Last time, I introduced the Pairing heap, and showed an example of its structure and how it changes as items are added and removed. At first glance it seems unlikely that this can be faster than the binary heap I spent so much time exploring three years ago. But it can be. Let me show you how.
As I mentioned in the discussion of the binary heap, inserting an item takes time proportional to the base-2 logarithm of the heap size. If there are 100 items in the heap, inserting a new item will take, worst case, O(log2(100)) operations. Or, about 7 swaps. It could be fewer, but it won’t be more. In addition, removing the minimum item in a min-heap will require O(log2(n)) operations. In a binary heap, insertion and removal are O(log n).
As you saw in my introduction to the Pairing heap, inserting an item is an O(1) operation. It never involves more than a comparison and adding an item to a list. Regardless of how many items are already in the heap, adding a new item will take the same amount of time.
Removal, though, is a different story altogether. Removing the smallest item from a Pairing heap can take a very long time, or almost no time at all.
Consider the Pairing heap from the previous example, after we’ve inserted all 10 items:
0
|
6,4,3,5,8,9,7,2,1
It should be obvious that removing the smallest item (0) and re-adjusting the heap will take O(n) operations. After all, we have to look at every item during the pair-and-combine pass, before ending up with:
1 | 2, 8, 3, 4 | | | | 7 9 5 6
But we only look at n/2 items the next time we remove the smallest item. That is, we only have to look at 2, 8, 3, and 4 during the pair-and-combine pass. The number of items we look at during successive removals is cut in half with each removal, until we get to two or three items per removal. Things fluctuate a bit, and it’s interesting to write code that displays the heap’s structure after every removal.
By analyzing the mix of operations required in a very large number of different scenarios, researchers have determined that the amortized complexity of removal in a Pairing heap is O(log n). So, asymptotically, removal from a Pairing heap is the same complexity as removal from a binary heap.
It’s rather difficult to get a thorough analysis of the Pairing heap’s performance characteristics, and such a thing is way beyond the scope of this article.

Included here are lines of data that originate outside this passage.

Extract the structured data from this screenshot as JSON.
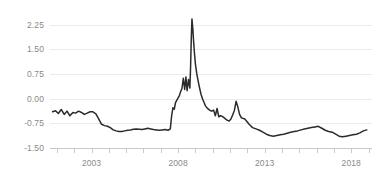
{
  "chart_data": {
    "type": "line",
    "title": "",
    "subtitle": "",
    "xlabel": "",
    "ylabel": "",
    "grid": true,
    "legend": false,
    "legend_position": "none",
    "background_color": "#ffffff",
    "series_color": "#2b2b2b",
    "grid_color": "#ebebeb",
    "axis_color": "#c9c9c9",
    "label_color": "#8a8a8a",
    "xlim": [
      2000.6,
      2019.2
    ],
    "ylim": [
      -1.5,
      2.45
    ],
    "yticks": [
      2.25,
      1.5,
      0.75,
      0,
      -0.75,
      -1.5
    ],
    "ytick_labels": [
      "2.25",
      "1.50",
      "0.75",
      "0.00",
      "-0.75",
      "-1.50"
    ],
    "xticks": [
      2001,
      2002,
      2003,
      2004,
      2005,
      2006,
      2007,
      2008,
      2009,
      2010,
      2011,
      2012,
      2013,
      2014,
      2015,
      2016,
      2017,
      2018,
      2019
    ],
    "xtick_labels": [
      "2003",
      "2008",
      "2013",
      "2018"
    ],
    "xtick_label_values": [
      2003,
      2008,
      2013,
      2018
    ],
    "series": [
      {
        "name": "spread",
        "x": [
          2000.75,
          2000.92,
          2001.08,
          2001.25,
          2001.42,
          2001.58,
          2001.75,
          2001.92,
          2002.08,
          2002.25,
          2002.42,
          2002.58,
          2002.75,
          2002.92,
          2003.08,
          2003.25,
          2003.42,
          2003.58,
          2003.75,
          2003.92,
          2004.08,
          2004.25,
          2004.42,
          2004.58,
          2004.75,
          2004.92,
          2005.08,
          2005.25,
          2005.42,
          2005.58,
          2005.75,
          2005.92,
          2006.08,
          2006.25,
          2006.42,
          2006.58,
          2006.75,
          2006.92,
          2007.08,
          2007.25,
          2007.42,
          2007.55,
          2007.62,
          2007.7,
          2007.78,
          2007.85,
          2007.92,
          2008.0,
          2008.08,
          2008.15,
          2008.22,
          2008.3,
          2008.38,
          2008.45,
          2008.52,
          2008.6,
          2008.68,
          2008.72,
          2008.76,
          2008.8,
          2008.85,
          2008.9,
          2008.95,
          2009.0,
          2009.08,
          2009.17,
          2009.25,
          2009.33,
          2009.42,
          2009.5,
          2009.58,
          2009.67,
          2009.75,
          2009.85,
          2009.95,
          2010.05,
          2010.15,
          2010.25,
          2010.35,
          2010.45,
          2010.55,
          2010.65,
          2010.75,
          2010.85,
          2010.95,
          2011.05,
          2011.15,
          2011.25,
          2011.35,
          2011.45,
          2011.55,
          2011.65,
          2011.75,
          2011.85,
          2011.95,
          2012.1,
          2012.3,
          2012.5,
          2012.7,
          2012.9,
          2013.1,
          2013.3,
          2013.5,
          2013.7,
          2013.9,
          2014.1,
          2014.3,
          2014.5,
          2014.7,
          2014.9,
          2015.1,
          2015.3,
          2015.5,
          2015.7,
          2015.9,
          2016.1,
          2016.3,
          2016.5,
          2016.7,
          2016.9,
          2017.1,
          2017.3,
          2017.5,
          2017.7,
          2017.9,
          2018.1,
          2018.3,
          2018.5,
          2018.7,
          2018.9
        ],
        "values": [
          -0.4,
          -0.37,
          -0.45,
          -0.33,
          -0.48,
          -0.38,
          -0.52,
          -0.42,
          -0.44,
          -0.38,
          -0.42,
          -0.48,
          -0.44,
          -0.4,
          -0.4,
          -0.46,
          -0.62,
          -0.78,
          -0.82,
          -0.84,
          -0.88,
          -0.95,
          -0.98,
          -1.0,
          -1.0,
          -0.98,
          -0.96,
          -0.95,
          -0.93,
          -0.92,
          -0.93,
          -0.94,
          -0.92,
          -0.9,
          -0.92,
          -0.94,
          -0.95,
          -0.96,
          -0.95,
          -0.94,
          -0.96,
          -0.92,
          -0.55,
          -0.28,
          -0.32,
          -0.12,
          -0.05,
          0.02,
          0.1,
          0.22,
          0.3,
          0.62,
          0.28,
          0.66,
          0.24,
          0.58,
          0.32,
          0.95,
          1.8,
          2.42,
          2.12,
          1.7,
          1.35,
          1.05,
          0.75,
          0.5,
          0.3,
          0.12,
          -0.02,
          -0.12,
          -0.22,
          -0.28,
          -0.32,
          -0.36,
          -0.38,
          -0.35,
          -0.52,
          -0.3,
          -0.55,
          -0.52,
          -0.54,
          -0.58,
          -0.62,
          -0.66,
          -0.68,
          -0.62,
          -0.5,
          -0.36,
          -0.08,
          -0.25,
          -0.48,
          -0.58,
          -0.6,
          -0.62,
          -0.68,
          -0.78,
          -0.88,
          -0.92,
          -0.96,
          -1.02,
          -1.08,
          -1.12,
          -1.14,
          -1.12,
          -1.1,
          -1.08,
          -1.05,
          -1.02,
          -1.0,
          -0.98,
          -0.95,
          -0.92,
          -0.9,
          -0.88,
          -0.86,
          -0.84,
          -0.9,
          -0.96,
          -1.0,
          -1.02,
          -1.08,
          -1.14,
          -1.16,
          -1.14,
          -1.12,
          -1.1,
          -1.08,
          -1.04,
          -0.98,
          -0.95
        ]
      }
    ]
  }
}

If you’re interested, I suggest you start with Towards a Final Analysis of Pairing Heaps.
All other things being equal, Pairing heap should be faster than binary heap, simply because Pairing heap is O(1) on insert, and binary heap is O(log n) on insert. Both are O(log n) on removal. Keep in mind, though, that an asymptotically faster algorithm isn’t always faster in the real world. I made that point some time back in my post, When theory meets practice. On average, Pairing heap does fewer operations than does binary heap when inserting an item, but Pairing heap’s individual operations are somewhat more complex than those performed by binary heap.
You also have to take into account that Pairing heap can do some things that binary heap can’t do, or can’t do well. For example, the merge (or meld) function in Pairing heap is an O(1) operation. It’s simply a matter of inserting the root node of one heap into another. For example, consider these two pairing heaps:
1 0 | | 2, 8 5 | 4
To merge the two heaps, we treat the root nodes just as we would two siblings after removing the smallest item. We pair them to create:
0 | 1, 5 | 2, 8 | 4
With binary heap, we’d have to allocate a new array that’s the size of both heaps combined, copy all items from both heaps to it, and then call the Heapify
method to rebuild the heap. That takes time proportional to the combined size of both heaps.
And, as I mentioned previously, although changing the priority of an item in a binary heap isn’t expensive (it’s an O(log n) operation), finding the node to change is an O(n) operation. With Pairing heap, it’s possible to maintain a node reference, and it’s been shown (see the article linked above) that changing the priority of a node in a Pairing heap is O(log log n).
Another difference between Pairing heap and binary heap is the way they consume memory. A binary heap is typically implemented in a single contiguous array. So if you want a heap with two billion integers in it, you have to allocate a single array that’s 8 gigabytes in size. In a Pairing heap, each node is an individual allocation, and each node contains two pointers (object references). A Pairing heap of n nodes will occupy more total memory than a binary heap of the same size, but the memory doesn’t have to be contiguous. As a result, you might be able to create a larger pairing heap than you can a binary heap. In .NET, for example, you can’t create an array that has more than 2^31 (two billion and change) entries. A Pairing heap’s size, however, is limited only by the available memory.